Gibney is a documentarian of tremendous skill (his previous films include Enron: The Smartest Guys in the Room and the Oscar-winning Taxi to the Dark Side, as well as the recent Tribeca selection My Trip to Al-Qaeda), and Casino Jack is strikingly well-made--cleverly edited, fast-paced, clear but smart. The most fascinating element is the exposition, the nuts and bolts, how all this worked, how he moved the money, how he bought influence with it, how he chopped it up with his accomplices, how he (for all intents and purposes) laundered it for allies like Reed and DeLay. "Lobbying is a system of legalized bribery," contends Representative Peter Fitzgerald. There's not much reason to dispute that claim.
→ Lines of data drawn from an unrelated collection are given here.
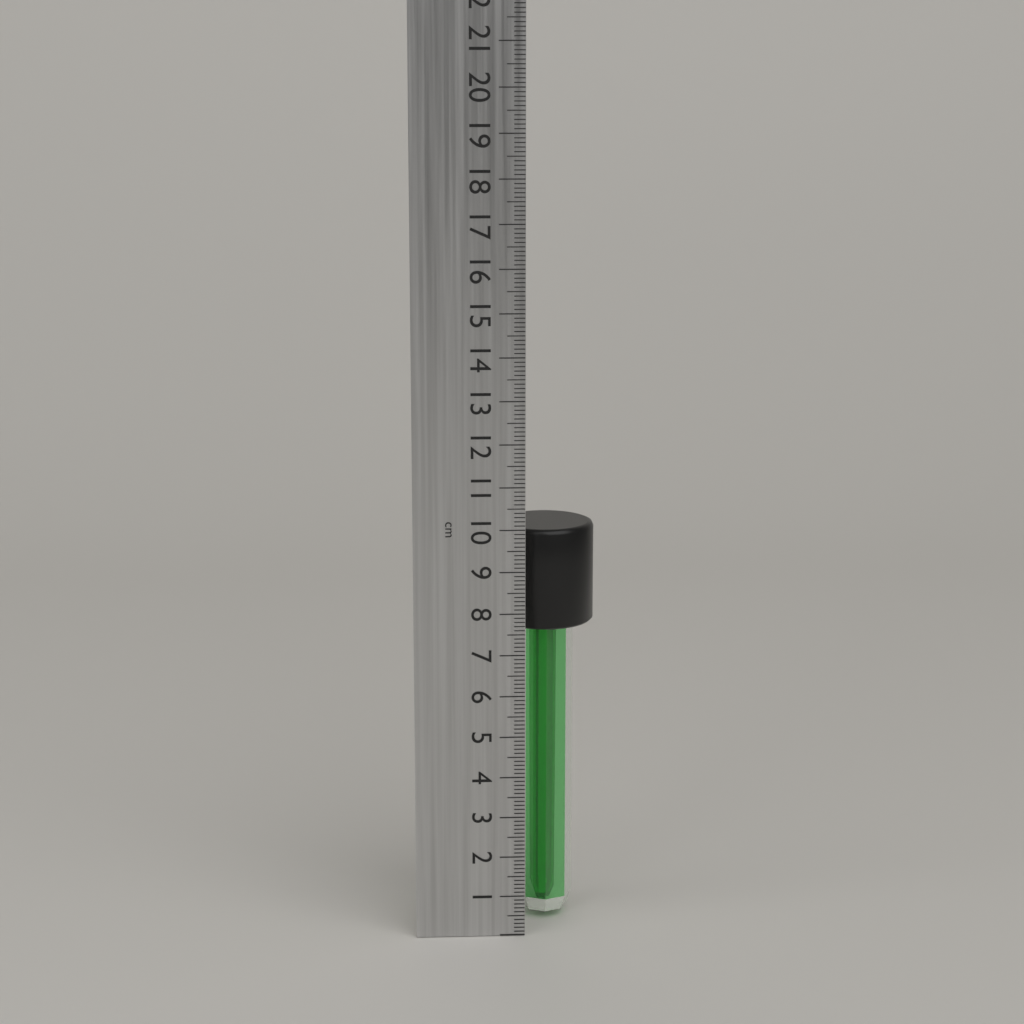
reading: 9.9 cm
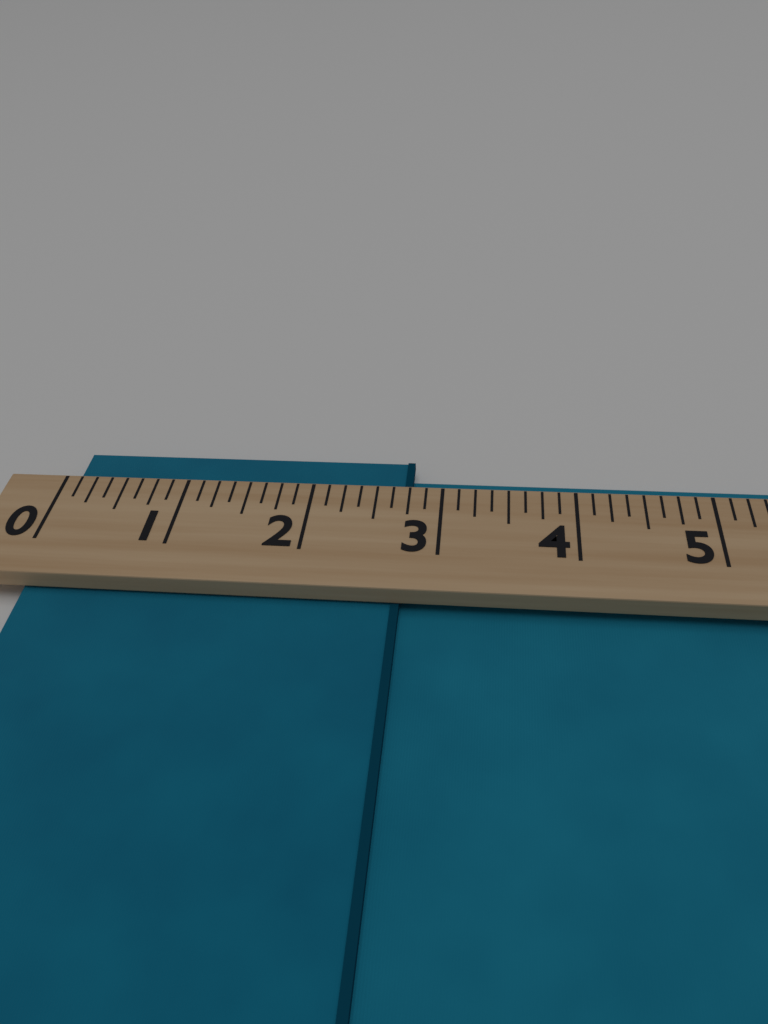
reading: 2.750 (no unit)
Casino Jack is not a dull, "talking heads" doc; there are crackerjack stylistic touches (like how the incriminating emails between Abramoff and his partners are presented) and genuinely cinematic sequences, such as the eventual "fall of the house of cards" (thrillingly assembled to the strains of Nina Simone's "Sinnerman"). But it ultimately thrives, as most good docs do, on the personalities of the fascinating characters assembled--not just villains like Abramoff and Reed or regretful fallen men like Bob Ney and Neil Volz, but dupes like David Grosh, the lifeguard who became the president of a front "think tank". Most of the time, when you see someone involved in a story like this who claims that they had no idea what was actually going on, you don't believe them. You totally believe this guy.

Gibney skews more critical of Republicans than Democrats, but then again, Republicans were more complicit here (and the Democrats involved certainly get their due). It's an honest picture--he rabble-rouses without pandering--but it is infuriating, particularly as Representative DeLay, disgraced and charged with criminal violations of campaign finance laws and money laundering, sits with a straight face and tells Gibney's cameras that no, everything's fine, the system works, these kind of hefty donations should be defended as an issue of "free speech." But it's not about free speech. It's about greed and corruption. It is, as we're told at the beginning of the film, about "the selling of America."

Jason lives in New York. He holds an MA in Cultural Reporting and Criticism from NYU.